PS: But you know the thing about reaching the top of the mountain. I know people who are very successful at what they do, but I don’t know one person who’s like, ‘welp, that’s it. I did it.’

CF: I will say that, there’s a humbling feeling when you’re hungry and you always have another mountain to climb. I’m assuming that people like James Jean have to make their own mountains, you know what I mean? When you always have another goal to accomplish, and you’re maybe not where you ‘want to be’, I know for me, it puts me back in the mindset where I started and that challenge of knowing that you’re only as good as your next thing.

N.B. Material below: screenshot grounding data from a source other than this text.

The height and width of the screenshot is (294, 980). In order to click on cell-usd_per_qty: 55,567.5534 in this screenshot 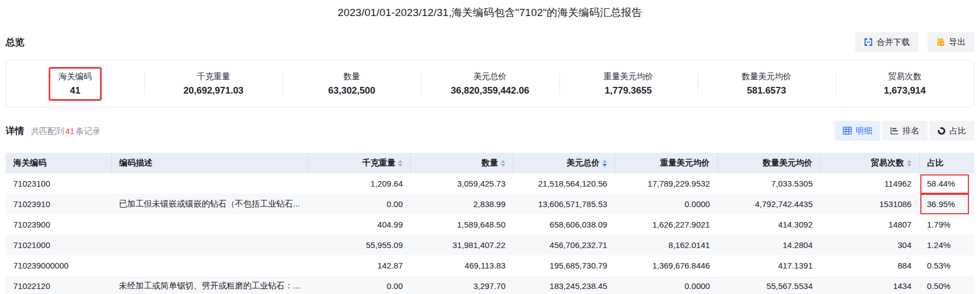, I will do `click(769, 285)`.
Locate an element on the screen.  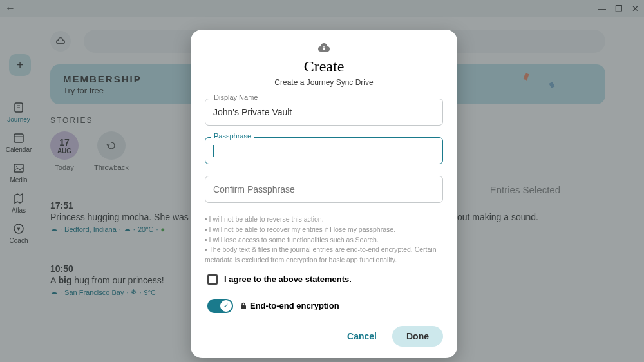
lock-icon is located at coordinates (243, 306).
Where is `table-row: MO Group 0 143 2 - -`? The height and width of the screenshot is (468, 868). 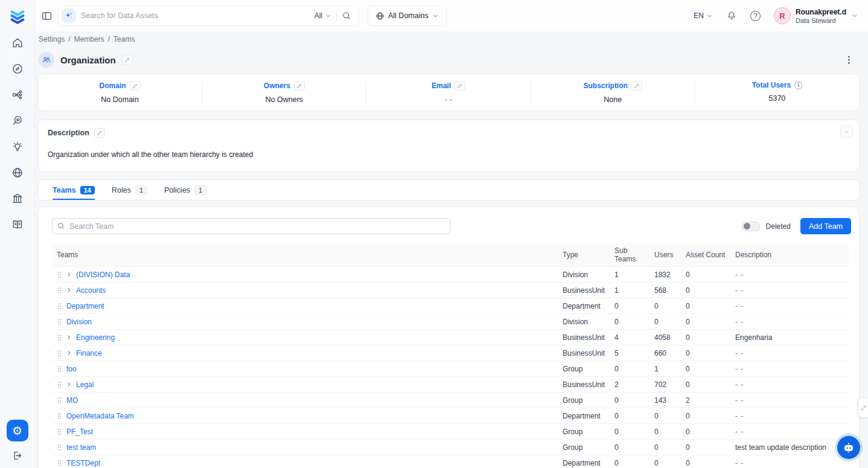 table-row: MO Group 0 143 2 - - is located at coordinates (450, 400).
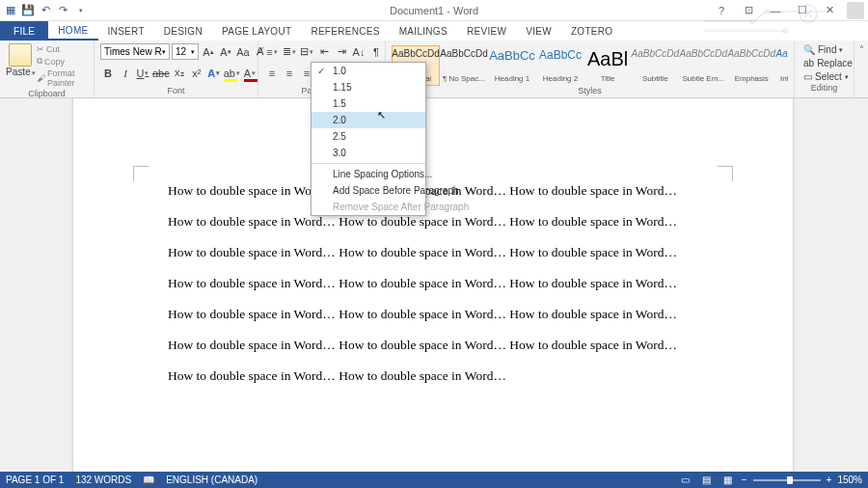 This screenshot has width=868, height=488. I want to click on title-bar: ▦ 💾 ↶ ↷ Document1 - Word ? ⊡ — ☐ ✕, so click(434, 11).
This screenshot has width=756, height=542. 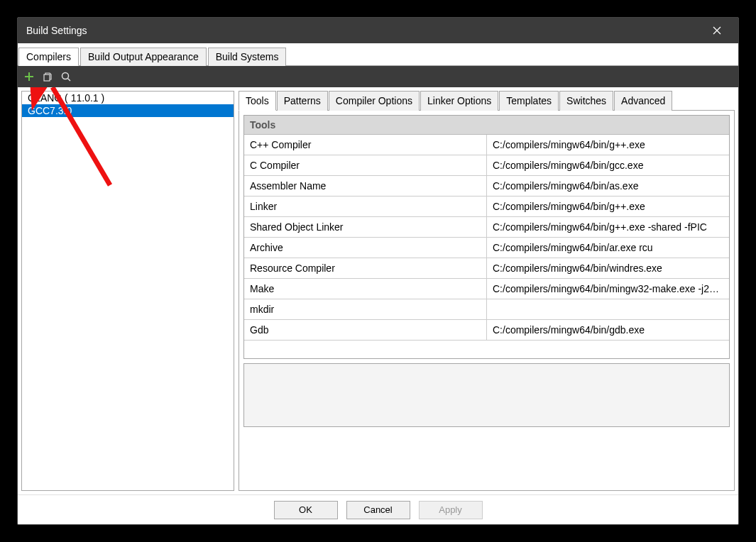 What do you see at coordinates (487, 289) in the screenshot?
I see `tool-row: MakeC:/compilers/mingw64/bin/mingw32-mak…` at bounding box center [487, 289].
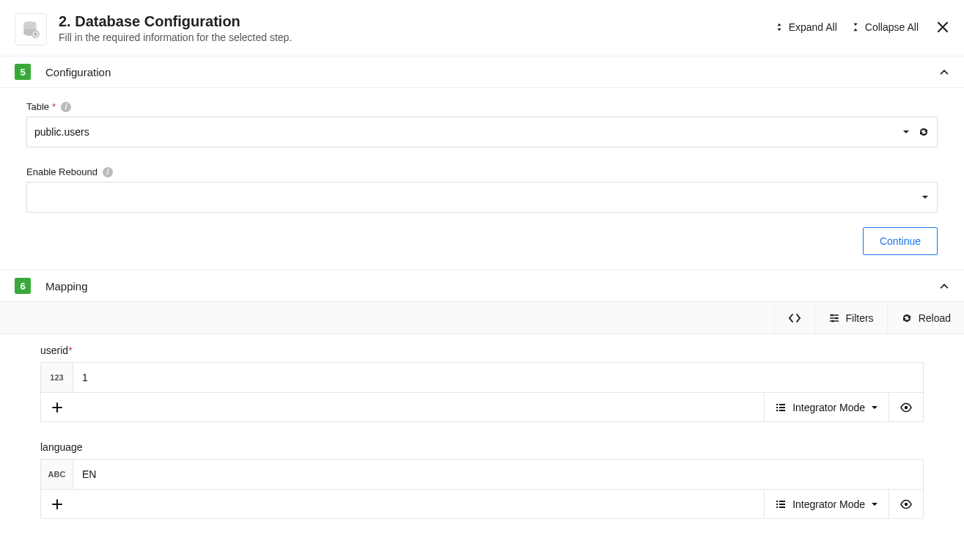  I want to click on table-label: Table* i, so click(482, 107).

That can be scary, but as an artist that’s trying to get somewhere new, that’s the most exciting thing and the most addicting thing about it, that you can be doing this for so long only mildly successfully, or even unsuccessfully and then – BAM – you just hit something that opens all these doors. Not focusing too much on the financial aspect of it, there is a metaphorical lottery ticket that’s happening every time you’re making something. There’s always this possibility in everything you do, and I try to focus on the positive part of starting something new.

Sometimes I don’t know if I’m ever getting to my third act, but it’s kind of okay because for me that thrift store is still full of treasure.

 

Patrick Shillenn is the co-founder and director of Arch Enemy Arts in Philadelphia. He doesn’t think he has all the answers. He just wants to have the conversation.